Monday, August 30, 2010

A brief, relatively undefended argument

I don't have a world of time today, but just wanted to briefly, as a skeptical economic conservative, pose a question to my readers, along with a couple arguments (informal, without full defense of sources, statistics et cetera) to go with it: what is the effect of unemployment insurance on the economy.

The first argument is actually not mine, but comes from the Wall Street Journal. In The Folly of Subsidizing Unemployment, Richard Barro presents and defends logically the case that "subsidizing" unemployment for longer leads to insufficient job search and job acceptance. He also argues that such an action, even in a recession, continues Obamas onward march towards a socialist welfare state.
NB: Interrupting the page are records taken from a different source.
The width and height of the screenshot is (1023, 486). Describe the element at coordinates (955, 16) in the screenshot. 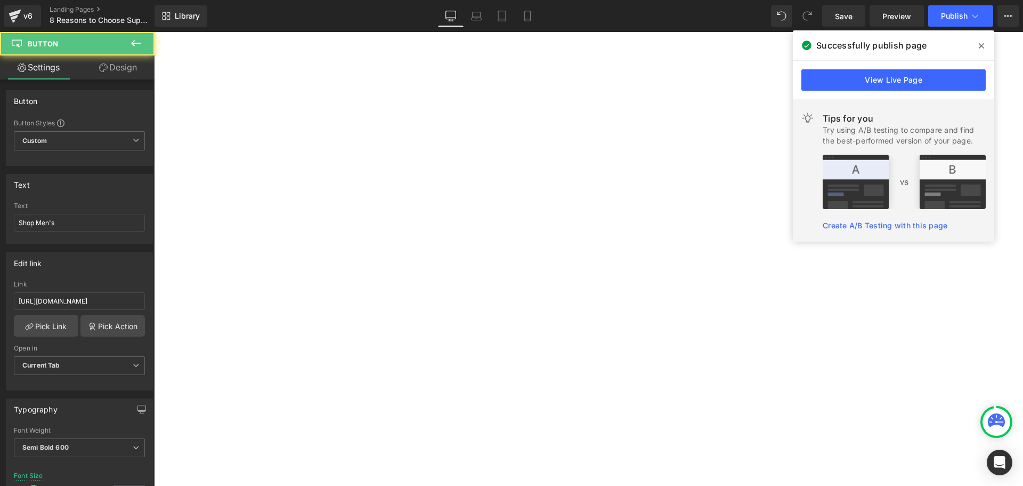

I see `span: Publish` at that location.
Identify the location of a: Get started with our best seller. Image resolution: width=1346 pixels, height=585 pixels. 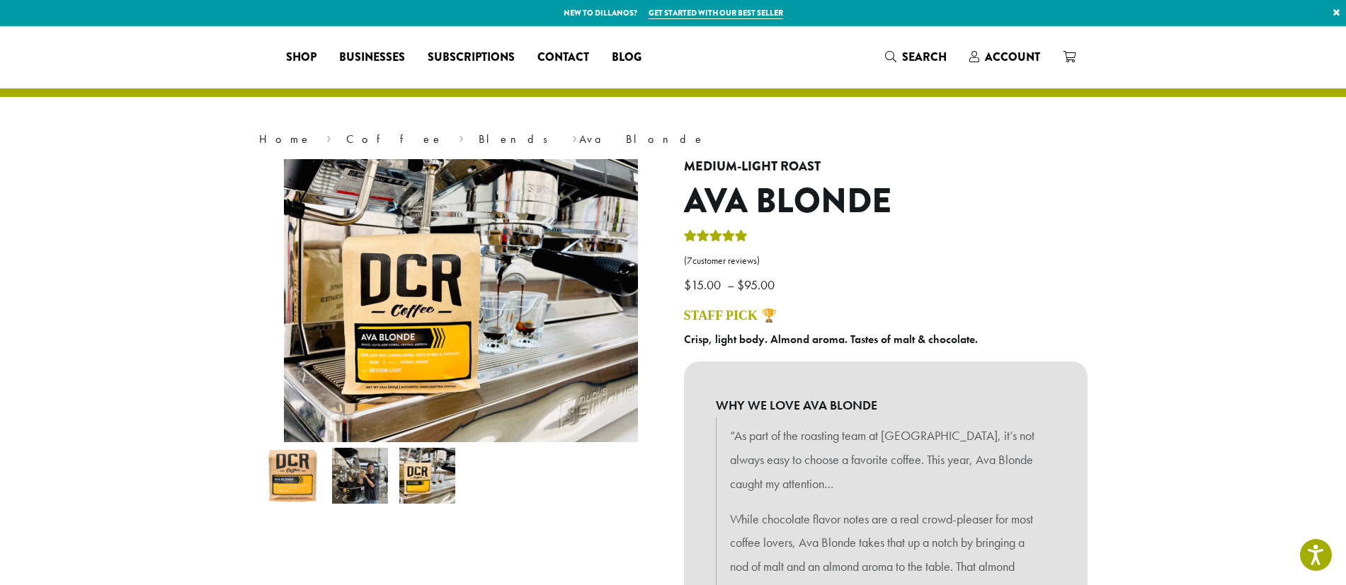
(716, 13).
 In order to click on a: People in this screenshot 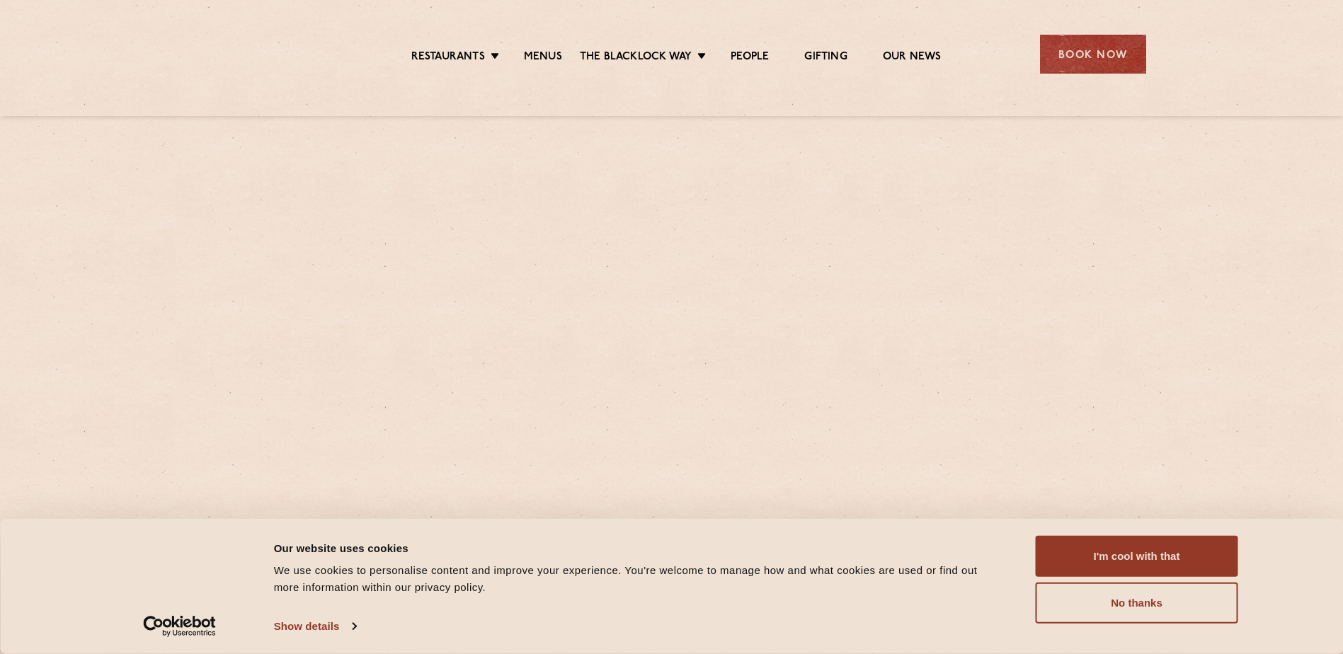, I will do `click(750, 58)`.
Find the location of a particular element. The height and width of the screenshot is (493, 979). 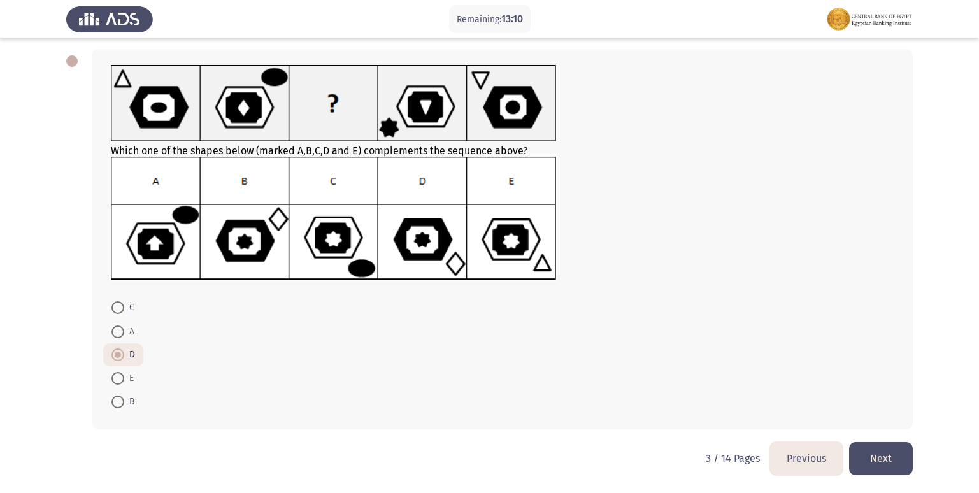

div: Which one of the shapes below (marked A,B,C,D and E) complements the sequence above? is located at coordinates (502, 174).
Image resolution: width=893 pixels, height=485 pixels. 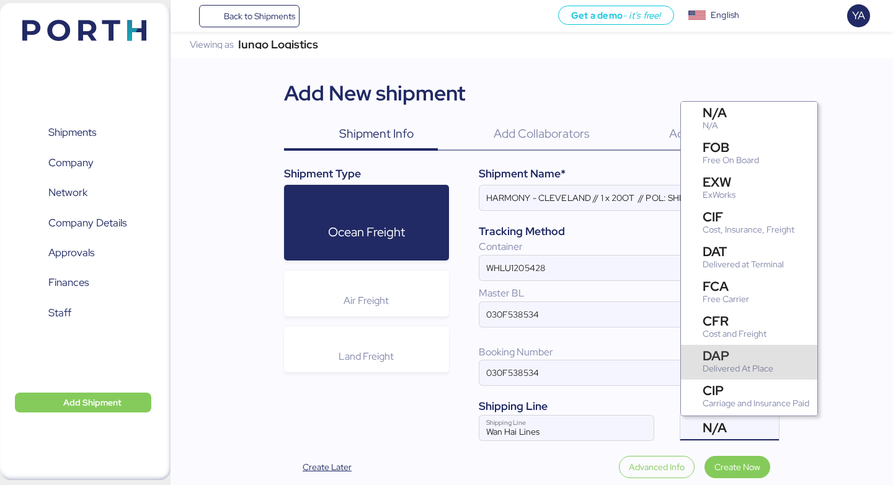 What do you see at coordinates (80, 253) in the screenshot?
I see `a: Approvals` at bounding box center [80, 253].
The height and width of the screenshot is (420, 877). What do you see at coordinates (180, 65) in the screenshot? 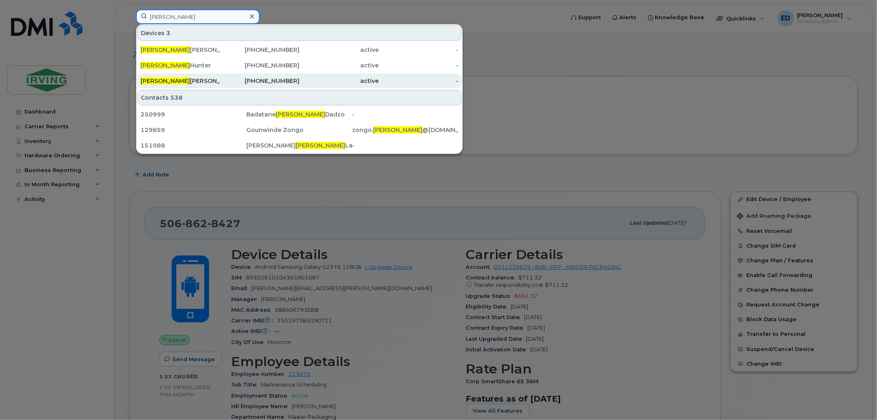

My response is a "yes, but." I'm certainly an economic conservative, but I'm also a realist, and I know that the acceptance of ANY degree of welfare distorts the perspectives and behavior of the entire population. While I do believe an argument against unemployment insurance to any degree (and it would have to be a "remove all" to evoke the necessary change in behavior) would have made sense in 1911, the year is 2010, we're in a recession, and the large bank accounts, investments, community and family support, and austere spending behavior that accompany a libertarian society are not in place and will not be in place for quite some time to come. Such changes would be better implemented in good times economically, so that private charity and the community can handle the burden of the transition well, caring for their poor (in a reasonable, authoritative manner of course) at a time when they can. So what is my argument?

My argument is that you don't want an excessive amount of job acceptance, or job search. I'll explain my case with an example: you have a pHD level Mathematician who has been trained for years in the development of algorithms and their implementation in computers, both at the hardware and software level, and the instruction of students. He loses his job at the university, due to a cut in funding, a common effect of recessions and political disagreements about the allocation of research funds. Facing a deadline on his unemployment benefits, he takes a job as a waiter at a fancy restaurant, earning about 40 grand a year, using his academic manners and knowledge as the requisite refinement.

In result, America has lost a mathematician, something we always have too little of, along with all the research and its improvements to industry that would've come through the completion of his life, and the availability of a well-paid, family-wage job for a less educated member of society, most likely leading to that members children being raised in poverty and a toxic environment where they themselves are unable to grow to full economic potential. While Barro is most likely correct in decreasing the rate of unemployment, it is the damage to the economy inflicted by the unemployment, and not its actual amount, that must be considered. Unemployment might be only 7%, but the damage to the human capital of society, both in terms of lost educated labor and advancement potential of the poorer classes, and the resulting devaluation of assets, efficiency and industrial production, could equal more then that under normal conditions.

Exactly how much more? I don't know, but it is a question that would need to be answered before the nation proceeds with such logic. We must act in foresight.

Furthermore, in a severe recession where current indicators (including government debt) seem to be indicating only a further downward spiral, the situation outlined above with the pHD level mathematician is actually very realisitic under any number of weeks less than what Obama has extended unemployment to. Still, it needs to be understood, and possibly bankrolled against with government bonds to hold congress to contract, that this is a wholly temporary condition and, in good times, unemployment benefits will be completely nixed to begin a positive transformation in behavior at a time when it can happen.

Unemployment benefits cannot be seen as a long-term solution, as Barro also states correctly that the tax burden of increasing unemployment payout WILL magnify a recession, leading to more ending up unemployed. We need to go back to savings and community, but we can't do it now any more then a man being dragged under by water moccasins can fight them off his back. We will have to wait, and pray, and curse FDR's name, but action, it will and must wait.